Package Exports
- protoc-gen-elm
- protoc-gen-elm/index.js
This package does not declare an exports field, so the exports above have been automatically detected and optimized by JSPM instead. If any package subpath is missing, it is recommended to post an issue to the original package (protoc-gen-elm) to support the "exports" field. If that is not possible, create a JSPM override to customize the exports field for this package.
Readme
Elm Plugin for Protocol Buffers 
This protoc
plug-in generates Elm modules from .proto
specification files. The generated modules make use of the elm-protocol-buffers library to handle the (de)serialization. They can be used to transmit bytes over HTTP(S) or via web-sockets. However, this plug-in itself does not implement or generate any Remote Procedure Call (RPC) logic.
Take a look here for a general introduction on Protocol Buffers.
Installation
This package is a plug-in for protoc
, make sure you have installed it and protoc
is available on your path. After installing protoc-gen-elm
globally from NPM, protoc
will automatically find the binary when you add the --elm_out
flag to your command.
npm install --global protoc-gen-elm
You can now turn any .proto
file into an Elm module. A similar approach can be used to generate code for C++, Dart, Go, Java, Python, Ruby, C#, Objective C, JavaScript, PHP or another language to build a compliant back-end server!
protoc --elm_out=. api.proto
Overview
The following table gives an overview of how .proto
types correspond to Elm types and what their default values are.
.proto type |
Elm type | Default value** |
---|---|---|
package |
The name of the module | The .proto filename, e.g. proto/api.proto becomes module Proto.Api |
double |
Float |
0 |
float |
Float |
0 |
int32 |
Int |
0 |
int64 |
Int64 * |
0 |
uint32 |
Int |
0 |
uint64 |
Int64 * |
0 |
sint32 |
Int |
0 |
sint64 |
Int64 * |
0 |
fixed32 |
Int |
0 |
fixed64 |
Int64 * |
0 |
bool |
Bool |
False |
string |
String |
"" |
bytes |
Bytes.Bytes |
Empty bytes sequence |
required a |
a |
No default |
optional a |
a |
Default of a |
repeated a |
List a |
[] |
enum |
Custom type | First element |
message |
Record | All fields take their default value |
a |
Maybe Record |
Nothing |
oneof |
Custom type with an associated data | Nothing |
map<k, v> |
Dict.Dict k v |
Dict.empty |
service |
N/A | |
reserved |
N/A | |
extensions |
N/A |
*) 64-bit integers are defined in elm-protocol-buffers
in Protobuf.Types.Int64
.
**) Some default values can be overridden in proto2
specifications
Live Example
To run a live example in your browser, first start the example back-end server:
npm install
node example/server.js
The server implements a (basic) back-end for example/greeter.proto
. You can now generate an Elm module from the same specification. The example code will use the generated example/src/Proto.Greeter.elm
to communicate with the server. Start the reactor and give it a try on http://localhost:8000/src/Main.elm:
cd example
protoc --elm_out=src greeter.proto
elm reactor
Well-known types
If you want to use protobufs well-known-types, you need to include the paths to the proto files in the compilation.
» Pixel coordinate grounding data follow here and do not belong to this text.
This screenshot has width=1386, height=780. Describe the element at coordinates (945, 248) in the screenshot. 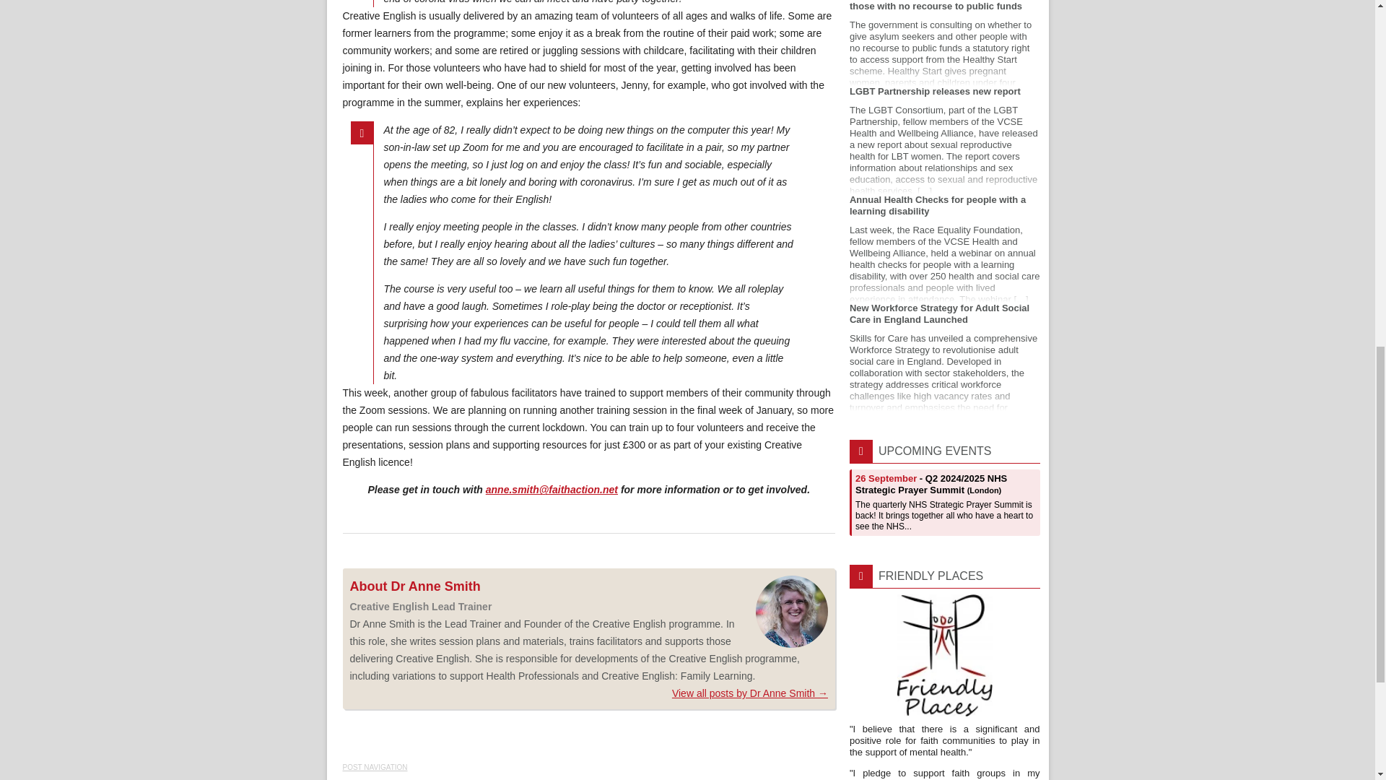

I see `Annual Health Checks for people with a learning disability` at that location.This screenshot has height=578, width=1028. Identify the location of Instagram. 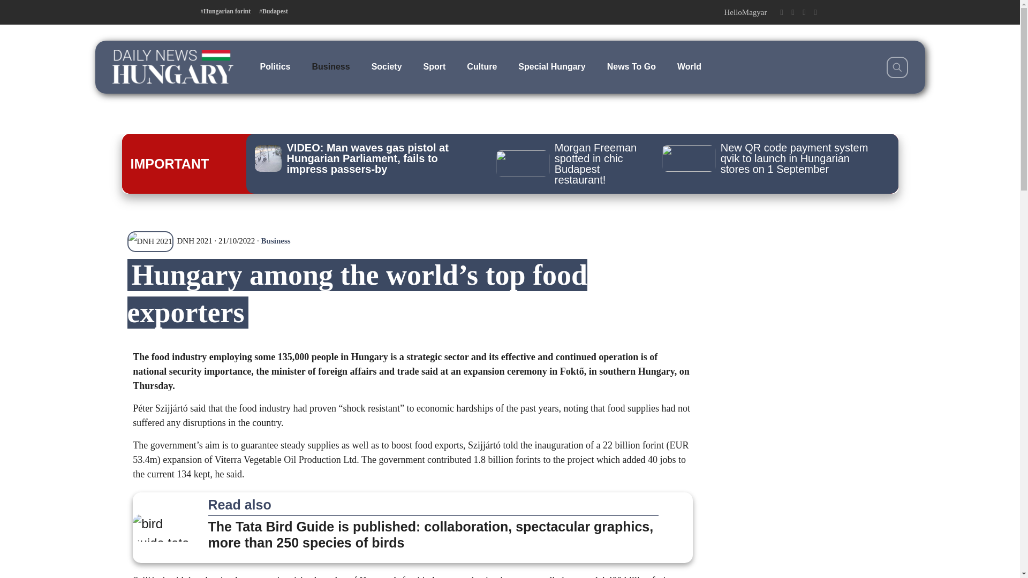
(804, 12).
Example: If this is your proto file test.proto
which uses the well-known type Timestamp
,
import "google/protobuf/timestamp.proto";
message TestMessage {
google.protobuf.Timestamp timestamp = 1;
}
the protoc
invocation will need to include the path to the well-known types .proto file.
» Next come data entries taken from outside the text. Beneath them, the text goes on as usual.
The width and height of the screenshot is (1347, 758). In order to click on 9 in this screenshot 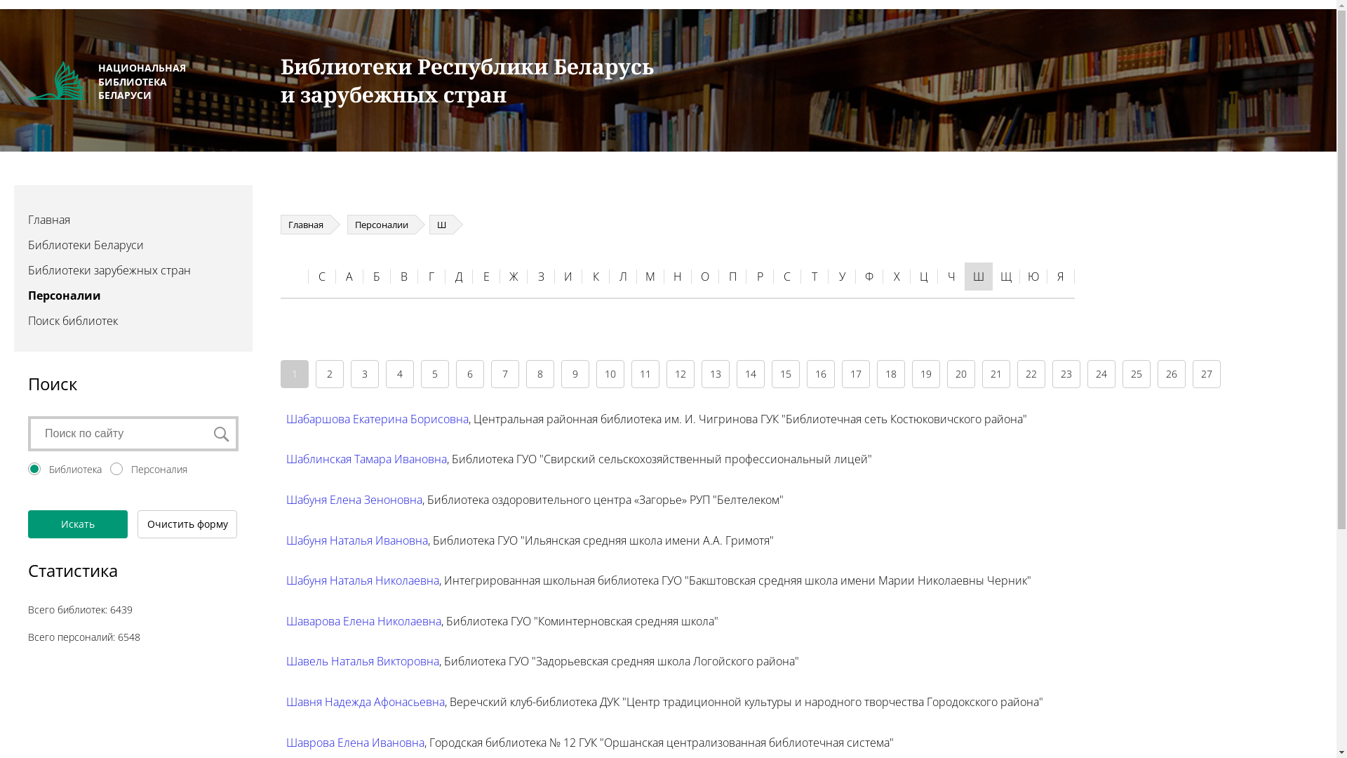, I will do `click(575, 374)`. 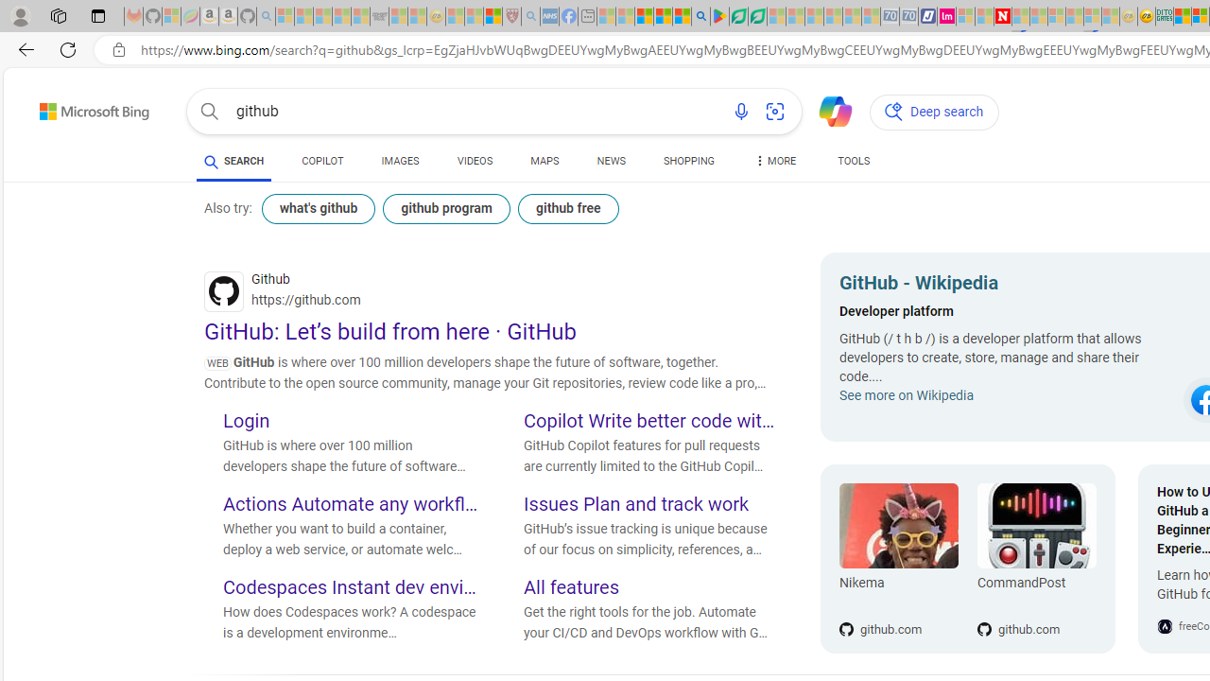 I want to click on Combat Siege, so click(x=378, y=17).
protoc --elm_out=. test.proto /usr/local/include/google/protobuf/timestamp.proto
Limitations
- All limitations of
elm-protocol-buffers
apply; - This is still a beta release. Please report any issues you have generating your Elm modules;
Development
Note: Currently, this project won't run on Windows (WSL works) because of shell scripts/executable js files.
Execute npm install
, npm run build
and npm test
and you should be good to go.
You will need protoc
installed and on your PATH.
- The plugin logic is written in Elm itself. To be executable via node, there is a index.js wrapper. It converts the incoming bytes to base64, because there currently is no way to directly send the type
Bytes
through a port. - Main.elm essentially wires up the binding to JS: A request is received through a port, gets decoded, processed and then sent through another port.
- For decoding the protoc request, it uses "itself", meaning that upgrading protoc versions should be done by running the plugin against the new
include
files from protoc to generate the new encoders/decoders. - A
Mapper
converts the request into a convenient internal structure - A
Generator
then uses this internal structure to build an Elm AST which is then pretty-printed to a file.